Nobody ever got referred with "you should talk to this person, they do a bit of everything." The referrals go to specialists. To the obvious choice.
The real resistance isn't strategic
Let's be honest. The resistance to going small is rarely about business logic. It's about identity.
Going narrow feels like admitting you can't play at the highest level. Like you're giving up on something. Like the big pond is where the serious people swim, and choosing a smaller one means you're not one of them.
I get it. I've felt it myself.
But here's what I've learned: the big pond doesn't care about you. The small pond does. And being known, trusted, and sought after in a space that matters to you... that's not a consolation prize. That's the whole game.
How to find the right pond
You don't need a 40-page market analysis. You need honest answers to three questions:
Where do you already have credibility? Not where you want to have it someday. Where do people already trust your opinion?
Who do you genuinely enjoy working with? Not just who pays well. Who makes the work feel like the work you were meant to do?

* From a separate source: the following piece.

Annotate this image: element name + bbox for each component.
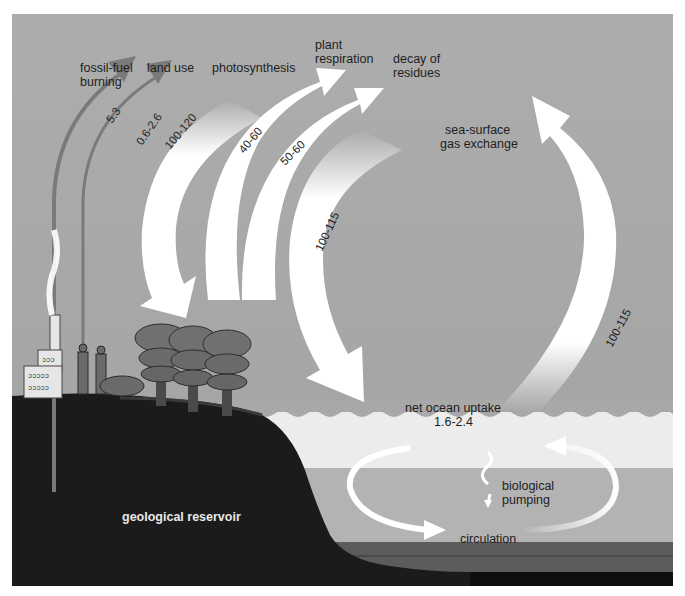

Where is the competition thinnest? Not the biggest market. The one where your specific combination of experience, perspective, and skill is hard to replicate.

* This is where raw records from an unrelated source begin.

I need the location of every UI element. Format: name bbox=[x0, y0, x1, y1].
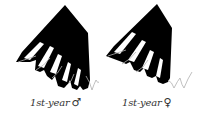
label-first-year-female: 1st-year♀ bbox=[122, 96, 171, 109]
female-symbol-icon: ♀ bbox=[164, 96, 172, 109]
label-text: 1st-year bbox=[122, 97, 162, 108]
wing-illustration-male bbox=[0, 0, 100, 92]
panel-first-year-female: 1st-year♀ bbox=[100, 0, 203, 118]
label-text: 1st-year bbox=[30, 97, 70, 108]
wing-illustration-female bbox=[100, 0, 203, 92]
label-first-year-male: 1st-year♂ bbox=[30, 96, 81, 109]
feather-outline bbox=[168, 72, 192, 88]
panel-first-year-male: 1st-year♂ bbox=[0, 0, 100, 118]
wing-dark-mass-female bbox=[106, 4, 172, 84]
male-symbol-icon: ♂ bbox=[72, 96, 82, 109]
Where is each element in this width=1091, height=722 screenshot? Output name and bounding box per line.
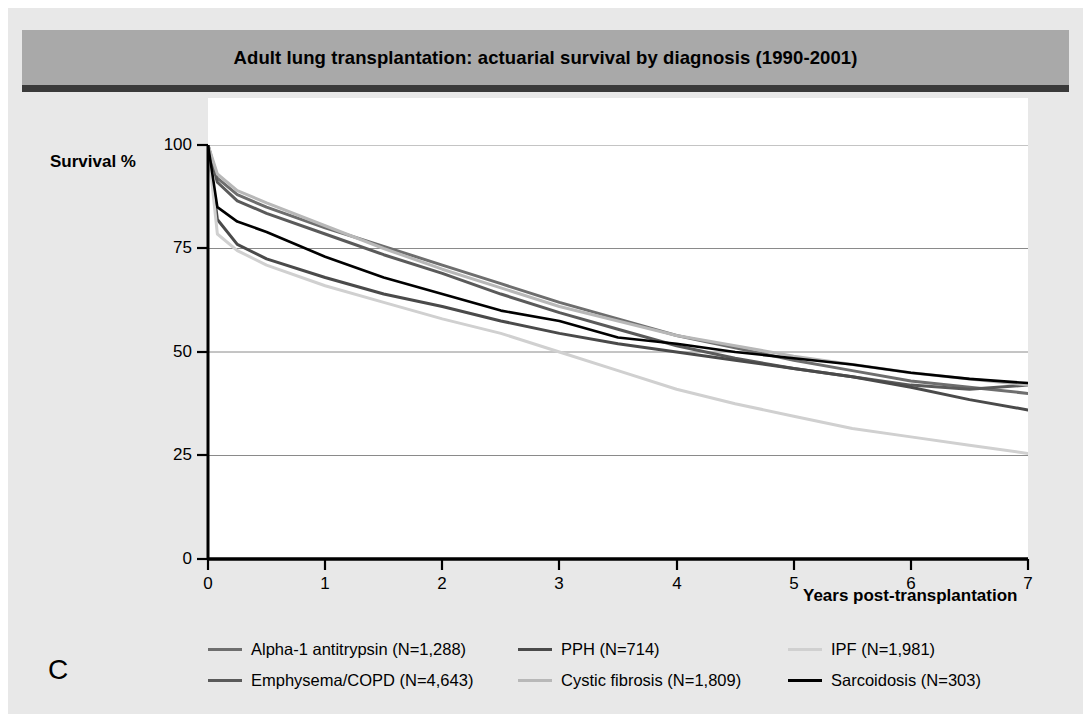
legend-item-emphysema-copd[interactable]: Emphysema/COPD (N=4,643) [208,671,518,690]
legend-label-sarcoidosis: Sarcoidosis (N=303) [831,671,981,690]
chart-legend: Alpha-1 antitrypsin (N=1,288) PPH (N=714… [208,634,1008,696]
legend-swatch-cystic-fibrosis [518,679,552,682]
x-tick-5: 5 [781,574,807,594]
legend-item-cystic-fibrosis[interactable]: Cystic fibrosis (N=1,809) [518,671,788,690]
legend-swatch-emphysema-copd [208,679,242,682]
legend-item-pph[interactable]: PPH (N=714) [518,640,788,659]
legend-label-pph: PPH (N=714) [561,640,660,659]
x-tick-4: 4 [664,574,690,594]
x-tick-3: 3 [546,574,572,594]
panel-letter: C [48,654,68,686]
legend-swatch-ipf [788,648,822,651]
legend-swatch-pph [518,648,552,651]
x-tick-0: 0 [195,574,221,594]
legend-label-alpha1-antitrypsin: Alpha-1 antitrypsin (N=1,288) [251,640,466,659]
legend-row-2: Emphysema/COPD (N=4,643) Cystic fibrosis… [208,665,1008,696]
legend-item-alpha1-antitrypsin[interactable]: Alpha-1 antitrypsin (N=1,288) [208,640,518,659]
legend-label-cystic-fibrosis: Cystic fibrosis (N=1,809) [561,671,741,690]
y-tick-50: 50 [148,342,192,362]
legend-swatch-sarcoidosis [788,679,822,682]
x-tick-7: 7 [1015,574,1041,594]
legend-row-1: Alpha-1 antitrypsin (N=1,288) PPH (N=714… [208,634,1008,665]
x-tick-1: 1 [312,574,338,594]
figure-panel: Adult lung transplantation: actuarial su… [8,8,1083,714]
x-tick-2: 2 [429,574,455,594]
legend-item-sarcoidosis[interactable]: Sarcoidosis (N=303) [788,671,1008,690]
legend-item-ipf[interactable]: IPF (N=1,981) [788,640,1008,659]
legend-label-emphysema-copd: Emphysema/COPD (N=4,643) [251,671,473,690]
y-tick-0: 0 [148,549,192,569]
y-tick-25: 25 [148,445,192,465]
y-axis-label: Survival % [50,152,136,172]
y-tick-75: 75 [148,238,192,258]
legend-swatch-alpha1-antitrypsin [208,648,242,651]
y-tick-100: 100 [148,135,192,155]
x-tick-6: 6 [898,574,924,594]
legend-label-ipf: IPF (N=1,981) [831,640,935,659]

The intersection of those three is your pond. And once you're in it, everything from your content to your pricing to your confidence changes.

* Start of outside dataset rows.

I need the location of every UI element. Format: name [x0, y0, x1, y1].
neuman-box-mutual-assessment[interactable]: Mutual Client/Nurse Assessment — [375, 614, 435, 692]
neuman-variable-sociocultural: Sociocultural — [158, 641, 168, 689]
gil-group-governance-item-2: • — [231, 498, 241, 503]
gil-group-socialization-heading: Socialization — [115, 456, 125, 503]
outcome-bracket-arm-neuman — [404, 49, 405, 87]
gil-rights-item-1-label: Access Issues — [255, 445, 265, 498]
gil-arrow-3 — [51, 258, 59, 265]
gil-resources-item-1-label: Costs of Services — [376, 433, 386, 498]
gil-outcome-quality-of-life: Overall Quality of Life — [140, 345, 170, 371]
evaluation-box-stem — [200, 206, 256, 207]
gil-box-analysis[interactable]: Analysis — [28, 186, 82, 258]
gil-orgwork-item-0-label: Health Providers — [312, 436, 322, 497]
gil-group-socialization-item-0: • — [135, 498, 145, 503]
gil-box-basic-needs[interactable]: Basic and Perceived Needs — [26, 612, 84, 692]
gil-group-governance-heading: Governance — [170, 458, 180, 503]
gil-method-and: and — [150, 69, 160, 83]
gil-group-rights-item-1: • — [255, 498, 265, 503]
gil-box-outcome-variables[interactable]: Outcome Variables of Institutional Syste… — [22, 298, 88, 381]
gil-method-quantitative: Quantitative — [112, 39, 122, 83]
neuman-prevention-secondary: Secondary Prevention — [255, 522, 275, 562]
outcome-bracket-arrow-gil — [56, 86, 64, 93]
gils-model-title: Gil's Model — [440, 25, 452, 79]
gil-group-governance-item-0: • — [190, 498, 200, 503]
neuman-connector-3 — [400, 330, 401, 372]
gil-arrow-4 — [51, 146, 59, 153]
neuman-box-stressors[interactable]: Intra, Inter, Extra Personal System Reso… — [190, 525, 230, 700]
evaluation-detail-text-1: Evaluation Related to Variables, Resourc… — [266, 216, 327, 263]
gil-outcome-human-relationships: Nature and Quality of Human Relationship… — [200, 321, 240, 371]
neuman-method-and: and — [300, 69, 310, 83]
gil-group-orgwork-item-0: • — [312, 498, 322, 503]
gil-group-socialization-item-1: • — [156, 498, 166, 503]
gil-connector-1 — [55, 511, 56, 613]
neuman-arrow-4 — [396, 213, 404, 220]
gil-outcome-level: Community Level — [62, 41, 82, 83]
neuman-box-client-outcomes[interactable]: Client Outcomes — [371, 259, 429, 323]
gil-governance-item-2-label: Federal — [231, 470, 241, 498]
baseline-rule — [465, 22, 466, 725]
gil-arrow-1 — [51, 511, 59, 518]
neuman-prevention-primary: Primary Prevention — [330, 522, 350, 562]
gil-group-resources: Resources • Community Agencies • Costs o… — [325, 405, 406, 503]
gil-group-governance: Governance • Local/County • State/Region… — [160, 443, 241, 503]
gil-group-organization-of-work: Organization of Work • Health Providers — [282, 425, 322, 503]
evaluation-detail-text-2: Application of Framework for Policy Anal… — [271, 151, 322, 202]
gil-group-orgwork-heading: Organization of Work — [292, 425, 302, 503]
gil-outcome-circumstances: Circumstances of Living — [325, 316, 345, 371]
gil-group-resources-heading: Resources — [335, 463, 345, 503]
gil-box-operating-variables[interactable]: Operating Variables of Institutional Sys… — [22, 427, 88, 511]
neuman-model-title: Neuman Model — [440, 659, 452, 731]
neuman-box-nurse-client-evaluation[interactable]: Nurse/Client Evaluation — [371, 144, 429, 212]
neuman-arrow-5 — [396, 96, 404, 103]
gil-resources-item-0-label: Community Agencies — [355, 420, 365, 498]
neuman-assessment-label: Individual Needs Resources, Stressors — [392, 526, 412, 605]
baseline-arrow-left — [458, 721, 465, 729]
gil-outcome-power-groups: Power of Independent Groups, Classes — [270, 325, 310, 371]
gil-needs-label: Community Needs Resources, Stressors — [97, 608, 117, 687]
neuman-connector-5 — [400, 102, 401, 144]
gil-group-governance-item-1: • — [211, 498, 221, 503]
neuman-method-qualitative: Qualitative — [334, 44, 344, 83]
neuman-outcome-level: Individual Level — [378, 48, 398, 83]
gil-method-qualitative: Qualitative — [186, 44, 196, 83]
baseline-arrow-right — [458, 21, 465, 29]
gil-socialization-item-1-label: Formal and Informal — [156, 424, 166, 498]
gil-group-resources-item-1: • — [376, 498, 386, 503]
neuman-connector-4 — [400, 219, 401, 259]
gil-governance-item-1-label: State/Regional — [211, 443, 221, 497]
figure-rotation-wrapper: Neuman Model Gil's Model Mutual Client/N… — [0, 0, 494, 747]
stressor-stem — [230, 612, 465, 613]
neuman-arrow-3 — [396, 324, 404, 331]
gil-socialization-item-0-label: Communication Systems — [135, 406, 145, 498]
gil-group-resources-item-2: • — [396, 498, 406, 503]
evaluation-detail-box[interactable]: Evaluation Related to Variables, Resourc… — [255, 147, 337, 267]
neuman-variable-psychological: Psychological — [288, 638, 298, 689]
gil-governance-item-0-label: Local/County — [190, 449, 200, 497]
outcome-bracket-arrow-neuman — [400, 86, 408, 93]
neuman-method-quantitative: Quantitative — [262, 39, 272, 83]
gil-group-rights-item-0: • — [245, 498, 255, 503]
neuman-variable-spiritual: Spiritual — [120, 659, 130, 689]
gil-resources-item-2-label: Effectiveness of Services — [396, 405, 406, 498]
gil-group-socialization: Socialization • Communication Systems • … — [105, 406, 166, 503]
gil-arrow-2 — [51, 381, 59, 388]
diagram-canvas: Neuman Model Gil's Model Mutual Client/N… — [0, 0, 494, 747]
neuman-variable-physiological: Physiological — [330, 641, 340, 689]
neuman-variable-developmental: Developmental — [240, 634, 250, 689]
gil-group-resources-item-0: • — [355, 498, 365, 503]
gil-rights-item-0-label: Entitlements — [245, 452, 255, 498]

I wrote more about this process in How to Position Your Brand When Everyone Sounds the Same.
Frequently Asked Questions
What is niche positioning and why does it matter for founders?
Niche positioning means choosing a specific market or audience where your expertise is most relevant and your competition is thinnest. For founders, it's the difference between being one of thousands and being one of five. It sharpens your messaging, increases referrals, and makes your brand easier to understand and recommend.
How do I know if my market is too broad?
If people struggle to describe what you do in one sentence, your market is probably too broad. Other signs: your content doesn't generate engagement from a specific group, your leads come from random industries with no pattern, or you frequently compete on price rather than expertise. Narrowing doesn't limit opportunity. It focuses it.
Can you niche down without losing clients?
Yes. Narrowing your positioning doesn't mean refusing work outside your niche. It means leading with specificity so the right people find you faster. Most founders who niche down report that their total revenue stays the same or increases, because they attract higher-quality clients who value their specialized perspective. The clients you "lose" are usually the ones who were never a great fit anyway.
What is the Focus Star framework?
The Focus Star is a positioning framework developed by Florian Philippe as part of the Brand Therapy process. It maps five edges of a brand's positioning to create clarity about who you serve, what you stand for, and why someone would choose you over everyone else. One of those edges is specifically about market selection: choosing your pond deliberately rather than defaulting to the broadest possible audience.